Using Effects with Component Store

Using effects to handle asynchronous operations

EXTENDED

Using Effects with Component Store

The refactoring work we did in the last example was a great way to get up to speed with most of the general tasks we will perform with Component Store. However, there is one important aspect we left out and that is effects.

We already briefly discussed an effect in the first lesson:

An effect is generally used when we are performing some kind of asynchronous request that will need to update the state in some way - like fetching data from a server or, in this specific case, waiting for the result of a form submission to the server and updating the state appropriately.

We will actually be using multiple effects in the final application we will be building. We will talk through these in more detail as we actually implement them in the module on building the application, but I want to give you a sense of what they are right now.

Authentication Example

Let’s consider the scenario from the chat application we are going to build where we want to allow the user to log in.

At a simple level, we might not care about keeping track of the state of this log in request (e.g. handling success and error states differently). Let’s say all we care about is that if the login succeeds we want to navigate the user to the home page.

We will be able to use a login method that accepts a credentials object:

this.authService.login(credentials);

This will return us an observable stream that will either emit the authenticated User object, or it will error. Let’s consider how we would handle this authentication method without using an effect.

We might set up a method like this:

login(){
    const credentials = this.loginForm.value;

    this.authService.login(credentials).subscribe((user) => {
        if(user){
            // navigate to home page
        }
    })
}

This looks pretty standard, but unfortunately we have to do a manual subscribe here - which means, if we are being safe, that we should also make sure to implement some way to unsubscribe. This isn’t that big of a deal… we’ve subscribed to things manually before. But it’s nicer to avoid it if possible. If we are already using Component Store, then an effect can allow us to avoid this manual subscribe.

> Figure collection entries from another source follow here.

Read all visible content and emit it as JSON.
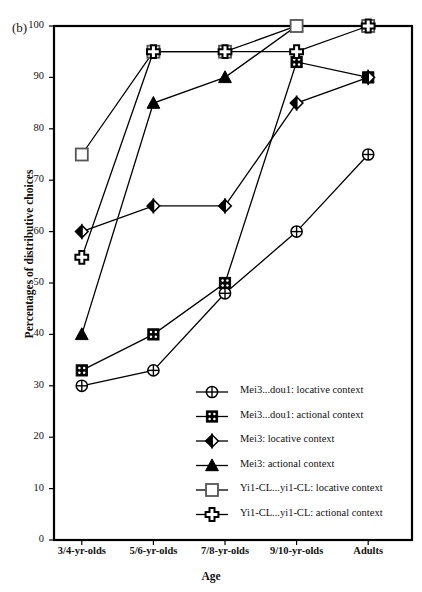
{
  "panel": {
    "label": "(b)"
  },
  "axes": {
    "ylabel": "Percentages of distributive choices",
    "xlabel": "Age",
    "yticks": [
      "0",
      "10",
      "20",
      "30",
      "40",
      "50",
      "60",
      "70",
      "80",
      "90",
      "100"
    ],
    "xticks": [
      "3/4-yr-olds",
      "5/6-yr-olds",
      "7/8-yr-olds",
      "9/10-yr-olds",
      "Adults"
    ]
  },
  "legend": {
    "items": [
      {
        "label": "Mei3...dou1: locative context",
        "marker": "circle-plus-marker"
      },
      {
        "label": "Mei3...dou1: actional context",
        "marker": "filled-square-dotted-marker"
      },
      {
        "label": "Mei3: locative context",
        "marker": "half-filled-diamond-marker"
      },
      {
        "label": "Mei3: actional context",
        "marker": "filled-triangle-marker"
      },
      {
        "label": "Yi1-CL...yi1-CL: locative context",
        "marker": "open-square-marker"
      },
      {
        "label": "Yi1-CL...yi1-CL: actional context",
        "marker": "cross-plus-marker"
      }
    ]
  },
  "chart_data": {
    "type": "line",
    "title": "",
    "xlabel": "Age",
    "ylabel": "Percentages of distributive choices",
    "categories": [
      "3/4-yr-olds",
      "5/6-yr-olds",
      "7/8-yr-olds",
      "9/10-yr-olds",
      "Adults"
    ],
    "ylim": [
      0,
      100
    ],
    "ytick_step": 10,
    "grid": false,
    "legend_position": "inside-bottom-right",
    "series": [
      {
        "name": "Mei3...dou1: locative context",
        "marker": "circle-plus",
        "values": [
          30,
          33,
          48,
          60,
          75
        ]
      },
      {
        "name": "Mei3...dou1: actional context",
        "marker": "filled-square-dotted",
        "values": [
          33,
          40,
          50,
          93,
          90
        ]
      },
      {
        "name": "Mei3: locative context",
        "marker": "half-filled-diamond",
        "values": [
          60,
          65,
          65,
          85,
          90
        ]
      },
      {
        "name": "Mei3: actional context",
        "marker": "filled-triangle",
        "values": [
          40,
          85,
          90,
          100,
          100
        ]
      },
      {
        "name": "Yi1-CL...yi1-CL: locative context",
        "marker": "open-square",
        "values": [
          75,
          95,
          95,
          100,
          100
        ]
      },
      {
        "name": "Yi1-CL...yi1-CL: actional context",
        "marker": "cross-plus",
        "values": [
          55,
          95,
          95,
          95,
          100
        ]
      }
    ]
  },
  "colors": {
    "ink": "#111111",
    "line": "#000000",
    "fill": "#ffffff"
  }
}
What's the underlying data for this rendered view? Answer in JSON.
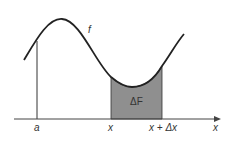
{
  "diagram": {
    "curve_label": "f",
    "area_label": "ΔF",
    "axis_label": "x",
    "ticks": [
      {
        "label": "a",
        "x": 37
      },
      {
        "label": "x",
        "x": 111
      },
      {
        "label": "x + Δx",
        "x": 162
      }
    ],
    "colors": {
      "line": "#222222",
      "fill": "#8f8f8f",
      "background": "#ffffff"
    }
  }
}
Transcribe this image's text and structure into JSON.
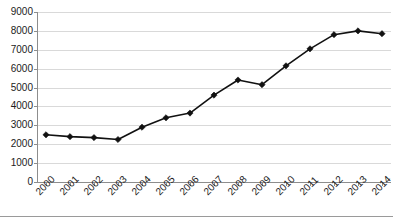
{
  "chart_data": {
    "type": "line",
    "title": "",
    "subtitle": "",
    "xlabel": "",
    "ylabel": "",
    "categories": [
      "2000",
      "2001",
      "2002",
      "2003",
      "2004",
      "2005",
      "2006",
      "2007",
      "2008",
      "2009",
      "2010",
      "2011",
      "2012",
      "2013",
      "2014"
    ],
    "values": [
      2500,
      2400,
      2350,
      2250,
      2900,
      3400,
      3650,
      4600,
      5400,
      5150,
      6150,
      7050,
      7800,
      8000,
      7850
    ],
    "series": [
      {
        "name": "series-1",
        "values": [
          2500,
          2400,
          2350,
          2250,
          2900,
          3400,
          3650,
          4600,
          5400,
          5150,
          6150,
          7050,
          7800,
          8000,
          7850
        ],
        "color": "#111111",
        "marker": "diamond"
      }
    ],
    "ylim": [
      0,
      9000
    ],
    "y_ticks": [
      0,
      1000,
      2000,
      3000,
      4000,
      5000,
      6000,
      7000,
      8000,
      9000
    ],
    "y_tick_labels": [
      "0",
      "1000",
      "2000",
      "3000",
      "4000",
      "5000",
      "6000",
      "7000",
      "8000",
      "9000"
    ],
    "x_tick_labels": [
      "2000",
      "2001",
      "2002",
      "2003",
      "2004",
      "2005",
      "2006",
      "2007",
      "2008",
      "2009",
      "2010",
      "2011",
      "2012",
      "2013",
      "2014"
    ],
    "x_tick_rotation": -45,
    "grid": {
      "horizontal": true,
      "vertical": false,
      "color": "#d9d9d9"
    },
    "legend": {
      "visible": false,
      "position": "none"
    },
    "annotations": [],
    "axis_color": "#8d8d8d",
    "background": "#ffffff"
  }
}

Instead of performing the login as we have above, we can instead create an effect:

  login = this.effect((credentials$: Observable<Credentials>) =>
    credentials$.pipe(
      switchMap((credentials) =>
        this.authService.login(credentials).pipe(
          tapResponse(
            (user) => {
              this.navCtrl.navigateRoot('/home');
            },
            (error) => console.log(error))
          )
        )
      )
    )
  );

This is similar in principle to the updater methods we were creating in the last lesson. To use the effect above, we would call it like this:

this.store.login(credentials);

Notice that our effect uses credentials$ as an input, which is an observable. Every time we call the login effect with some credentials as above, it will emit those credentials on the credentials$ stream. This gives us a way to handle the effect being called multiple times before previous requests have finished.